The only thing an anonymous complaint may be able to help with is put an employer in a position "where I can pay closer attention to the behavior of the person being accused and maybe catch them in the act," Lewis said. If they get two anonymous complaints about the same person, it might bring HR a little closer to finding out what is happening, he said.

The ability to file an anonymous discrimination or harassment complaint is not unheard of.

The U.S. Forest Service, for instance, has a documented problem with harassment. Earlier this year, the Forest Service reported that for one 14-month period, it received about 1,000 reports of harassment and it expected that number to increase by 20% as a result of its new hotline for reporting harassment at work. It disclosed this figure in a business solicitation for consulting help to investigate harassment complaints.

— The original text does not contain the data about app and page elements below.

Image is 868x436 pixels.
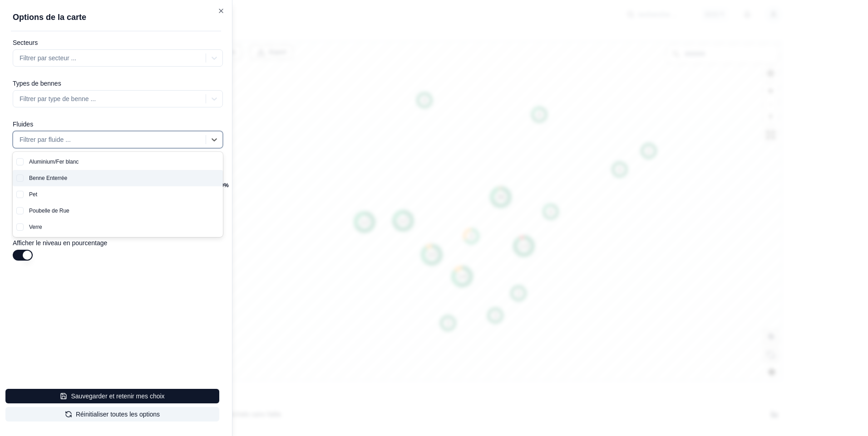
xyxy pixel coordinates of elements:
div: Verre [23,219,223,236]
span: Maximum [213,173,223,182]
div: Aluminium/Fer blanc [23,153,223,170]
div: 100 % [214,181,228,190]
div: Poubelle de Rue [23,203,223,219]
div: Benne Enterrée [23,170,223,186]
div: Pet [23,186,223,203]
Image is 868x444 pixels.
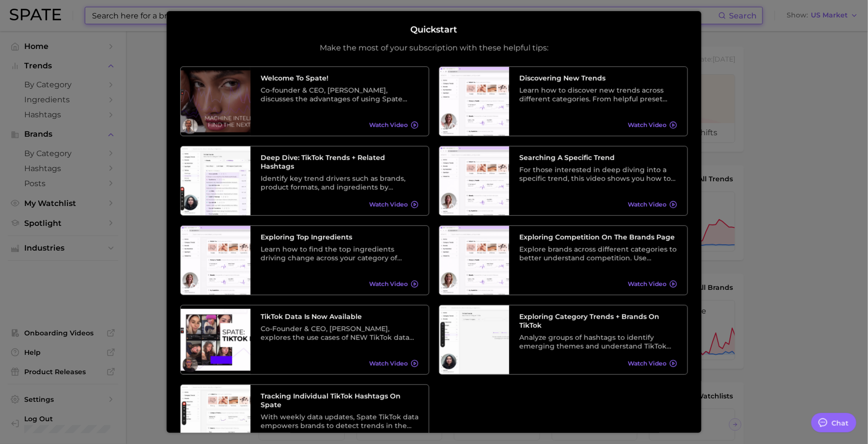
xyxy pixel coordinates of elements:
[519,333,677,351] div: Analyze groups of hashtags to identify emerging themes and understand TikTok trends at a higher l...
[180,305,429,375] a: TikTok data is now availableCo-Founder & CEO, [PERSON_NAME], explores the use cases of NEW TikTok...
[519,312,677,330] h3: Exploring Category Trends + Brands on TikTok
[411,25,458,36] h2: Quickstart
[369,201,408,208] span: Watch Video
[180,66,429,136] a: Welcome to Spate!Co-founder & CEO, [PERSON_NAME], discusses the advantages of using Spate data as...
[439,226,688,295] a: Exploring Competition on the Brands PageExplore brands across different categories to better unde...
[439,66,688,136] a: Discovering New TrendsLearn how to discover new trends across different categories. From helpful ...
[261,324,419,342] div: Co-Founder & CEO, [PERSON_NAME], explores the use cases of NEW TikTok data and its relationship w...
[261,74,419,82] h3: Welcome to Spate!
[439,305,688,375] a: Exploring Category Trends + Brands on TikTokAnalyze groups of hashtags to identify emerging theme...
[180,146,429,216] a: Deep Dive: TikTok Trends + Related HashtagsIdentify key trend drivers such as brands, product for...
[320,43,549,53] p: Make the most of your subscription with these helpful tips:
[519,245,677,262] div: Explore brands across different categories to better understand competition. Use different preset...
[369,280,408,287] span: Watch Video
[180,226,429,295] a: Exploring Top IngredientsLearn how to find the top ingredients driving change across your categor...
[369,121,408,128] span: Watch Video
[628,280,667,287] span: Watch Video
[261,245,419,262] div: Learn how to find the top ingredients driving change across your category of choice. From broad c...
[519,74,677,82] h3: Discovering New Trends
[628,360,667,367] span: Watch Video
[261,86,419,103] div: Co-founder & CEO, [PERSON_NAME], discusses the advantages of using Spate data as well as its vari...
[261,233,419,241] h3: Exploring Top Ingredients
[261,174,419,191] div: Identify key trend drivers such as brands, product formats, and ingredients by leveraging a categ...
[261,412,419,430] div: With weekly data updates, Spate TikTok data empowers brands to detect trends in the earliest stag...
[261,392,419,409] h3: Tracking Individual TikTok Hashtags on Spate
[519,153,677,162] h3: Searching A Specific Trend
[261,153,419,171] h3: Deep Dive: TikTok Trends + Related Hashtags
[261,312,419,321] h3: TikTok data is now available
[519,86,677,103] div: Learn how to discover new trends across different categories. From helpful preset filters to diff...
[519,233,677,241] h3: Exploring Competition on the Brands Page
[628,121,667,128] span: Watch Video
[369,360,408,367] span: Watch Video
[439,146,688,216] a: Searching A Specific TrendFor those interested in deep diving into a specific trend, this video s...
[519,165,677,183] div: For those interested in deep diving into a specific trend, this video shows you how to search tre...
[628,201,667,208] span: Watch Video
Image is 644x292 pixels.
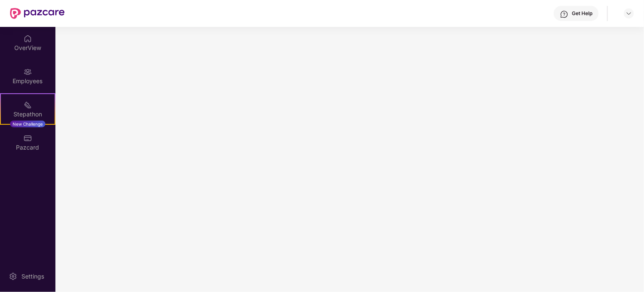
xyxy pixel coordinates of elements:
[10,8,64,19] img: New Pazcare Logo
[19,272,47,281] div: Settings
[24,101,32,109] img: svg+xml;base64,PHN2ZyB4bWxucz0iaHR0cDovL3d3dy53My5vcmcvMjAwMC9zdmciIHdpZHRoPSIyMSIgaGVpZ2h0PSIyMC...
[24,68,32,76] img: svg+xml;base64,PHN2ZyBpZD0iRW1wbG95ZWVzIiB4bWxucz0iaHR0cDovL3d3dy53My5vcmcvMjAwMC9zdmciIHdpZHRoPS...
[10,121,45,127] div: New Challenge
[1,110,55,119] div: Stepathon
[572,10,592,17] div: Get Help
[626,10,632,17] img: svg+xml;base64,PHN2ZyBpZD0iRHJvcGRvd24tMzJ4MzIiIHhtbG5zPSJodHRwOi8vd3d3LnczLm9yZy8yMDAwL3N2ZyIgd2...
[9,272,17,281] img: svg+xml;base64,PHN2ZyBpZD0iU2V0dGluZy0yMHgyMCIgeG1sbnM9Imh0dHA6Ly93d3cudzMub3JnLzIwMDAvc3ZnIiB3aW...
[24,134,32,142] img: svg+xml;base64,PHN2ZyBpZD0iUGF6Y2FyZCIgeG1sbnM9Imh0dHA6Ly93d3cudzMub3JnLzIwMDAvc3ZnIiB3aWR0aD0iMj...
[24,34,32,43] img: svg+xml;base64,PHN2ZyBpZD0iSG9tZSIgeG1sbnM9Imh0dHA6Ly93d3cudzMub3JnLzIwMDAvc3ZnIiB3aWR0aD0iMjAiIG...
[560,10,568,18] img: svg+xml;base64,PHN2ZyBpZD0iSGVscC0zMngzMiIgeG1sbnM9Imh0dHA6Ly93d3cudzMub3JnLzIwMDAvc3ZnIiB3aWR0aD...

The Forest Service allows anonymous harassment complaints, according to its user manual. Forest Service officials did not respond to email messages seeking additional comment.

The agency's inspector general, who looked at the service's harassment problem, found, in a recent report, that there was "some level of mistrust" with the service's harassment reporting process.

A lack of trust in HR's complaint process

Lewis said the lack of trust with HR in handling harassment complaints can be an issue.

This "lack of trust in many cases is well-earned," Lewis said, "because of the way things have been handled or buried or not handled." But where trust is an issue, why then, he asked, would people trust a third-party technology that their employer is providing?

The U.S. Equal Employment Opportunity Commission (EEOC) recently estimated that about three out of four individuals who experienced harassment never discuss it with a manager. And fewer still file a formal complaint, it said.

The EEOC cited studies that found, in one case, "that 75% of employees who spoke out against workplace mistreatment face some form of retaliation. Other studies have found that sexual harassment reporting is often followed by organizational indifference or trivialization of the harassment complaint as well as hostility and reprisals against the victim."

Collier said she believes the Spot SaaS tool is making a difficult process easier to deal with. Reporting harassment at work is tough "even when you have a very supportive HR team and a culture that encourages people to come forward," she said.

Recounting an emotional or traumatic incident to another person is difficult, Collier said. "It's easy to feel judged." That's an advantage they see with the chatbot process, she added.